1. In this, that grace waits for us. Jesus, wearied, etc., as He was, waited to be gracious to this sinful Samaritan.

2. Grace avails itself of the times and occasions best suited for gaining its ends.
3. Grace is the first to meet us. So our Lord opened the conversation with this woman, etc.
4. What grace wishes to obtain it asks from us—it solicits and invites. The Lord entreated the Samaritan woman to believe Him: “Woman, believe Me,” etc. More, grace asks little from us that it may give much. The Saviour asked a draught of water, that He might offer to this woman a draught from the fountain of living water.
5. Grace accommodates itself to our nature and temperament. This woman showed an inquiring disposition, and the Saviour deigned to converse with her on the themes she introduced.
6. Grace does not involve us in positions of difficulty where it cannot comfort and help us. It is true God by His grace influences us to renounce the world; but only after by grace we have made known to us its vanity and danger.

II. The power of divine grace.—It has always appeared to me, and I am still of the same opinion, that one of the most convincing proofs of the truth of our faith is to see what grace does in certain souls. And if I consider only the conversion of this Samaritan, I should conclude without hesitation that there is a superhuman power that works within us. There is seen a double miracle of the almighty power of divine grace in this conversion—the one in regard to the mind, the other in regard to the heart.

1. There was a miracle of grace and power effected in the mind of the Samaritan. She was an unbeliever and was brought to faith—always a difficult process.
2. There was a miracle of grace in the power that changed her heart. She had lived an evil life, and grace convinced her of its sinfulness.
3. These miracles were evidently works of superhuman power, yet the Saviour of the world wrought them speedily. Her conversion was sudden, and its reality evident.

What lessons shall we learn from this?

1. Hope all things from divine grace; and however great seems to be the effort needed to bring one back to God, have confidence.

2. If God in His mercy has brought you out of the estate of sin, imitate the zeal of the Samaritan, and labour like her to bring in as many sinners as you are capable of affecting, above all those who have been accomplices in your sins. Say with penitent David: “Come and hear, and I will declare what God hath done for my soul” (Psalms 66:16), and therefore what He will do for you also. Inspire us with such zeal, O God, and with Thy Holy Spirit.—Abridged from Bourdaloue.

John 4:21. The true sacredness of places of worship.—The natural tendency of men to localise worship and consecrate certain spots as sacred is checked by the true knowledge of the spirituality and omnipresence of God. His manifestation of Himself specially in Israel was suited to the childhood of the race, and to the fact that Israel alone was then consecrated to His service. But by the Incarnation the barriers of exclusiveness have been thrown down, and from every race and nation the spiritual Israel is being gathered in. So that everywhere in the Church—the congregation of the faithful—which is Christ’s mystical body, an acceptable worship ascends to God (1 Peter 2:5).
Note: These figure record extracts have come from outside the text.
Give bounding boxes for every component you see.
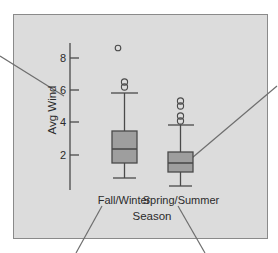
callout-lines bbox=[0, 56, 277, 253]
boxplot-svg: 8 6 4 2 Avg Wind bbox=[0, 0, 278, 253]
bp2-box bbox=[168, 152, 193, 172]
bp1-outlier-point bbox=[115, 45, 121, 51]
y-tick-label-8: 8 bbox=[60, 52, 66, 64]
boxplot-fall-winter bbox=[111, 45, 138, 178]
y-tick-label-6: 6 bbox=[60, 84, 66, 96]
boxplot-spring-summer bbox=[168, 98, 194, 186]
fallwinter-callout-line bbox=[76, 206, 102, 253]
y-axis-title: Avg Wind bbox=[46, 85, 58, 134]
y-tick-label-4: 4 bbox=[60, 116, 66, 128]
y-tick-label-2: 2 bbox=[60, 149, 66, 161]
x-tick-labels: Fall/Winter Spring/Summer bbox=[98, 194, 220, 206]
springsummer-callout-line bbox=[178, 206, 205, 253]
box2-callout-line bbox=[186, 86, 277, 163]
y-axis bbox=[70, 43, 79, 190]
figure-root: 8 6 4 2 Avg Wind bbox=[0, 0, 278, 253]
x-axis-title: Season bbox=[132, 210, 171, 222]
bp1-box bbox=[112, 131, 137, 163]
y-tick-labels: 8 6 4 2 bbox=[60, 52, 66, 161]
x-tick-label-spring-summer: Spring/Summer bbox=[143, 194, 220, 206]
Are we to say then that our churches—places of worship—are to have no special sanctity in our eyes; that they may be used for other and secular purposes, like ordinary buildings; indeed that churches may be dispensed with altogether, and men worship the Father in solitary stillness?

I. The place of worship is consecrated by the communion of true worshippers with each other.—The mere stone and lime of a religious edifice may not be more sacred than other stone and lime. Yet from the fact that the worshippers meet there in praise and prayer, united in their acts of devotion to God, the place acquires a sacredness in their sight which belongs to no other place. There the divine word has been faithfully preached for many generations; there many a one has been led to conviction of sin and settled peace; within those walls have come the weary and have found rest, the troubled and perplexed and have found comfort. There our fathers have worshipped, and have said, “It was good for us to be there.” All these memories awaken our gratitude and thankfulness, and should make our united supplications rise with more fervour and power to the throne of grace. And all this will make the place of communion sacred and dear.

II. The place of worship is also, for the most part, the place of closest fellowship and communion with our Saviour and our God.—It is so, indeed, only because the congregation statedly meet there. Hence many a church building is called—and well called—a Bethel, a place where God has manifested Himself to His waiting people. Wherever God’s people assemble, in the lowly hut amid savage wilds, in the woods, beneath the open sky, or in dens or caves of the earth, they may, and do, enjoy this communion. But in settled communities there is ever a stated place; and that place must and will be hallowed by the memories of heavenly consecration and fellowship; and it would be felt to be a profanation to use such a place for all ordinary purposes. We do not make vegetable gardens or sow corn on the spots where our loved ones lie buried. These spots are kept sacred to their memory. And shall we not also consider that place as hallowed where first the name of Christ was named upon us—where often in the sacred rite of His own ordinance we have entered into communion with our risen Lord? This is not mere sentimentality. It is a sense of the fitness of things which dictates this feeling.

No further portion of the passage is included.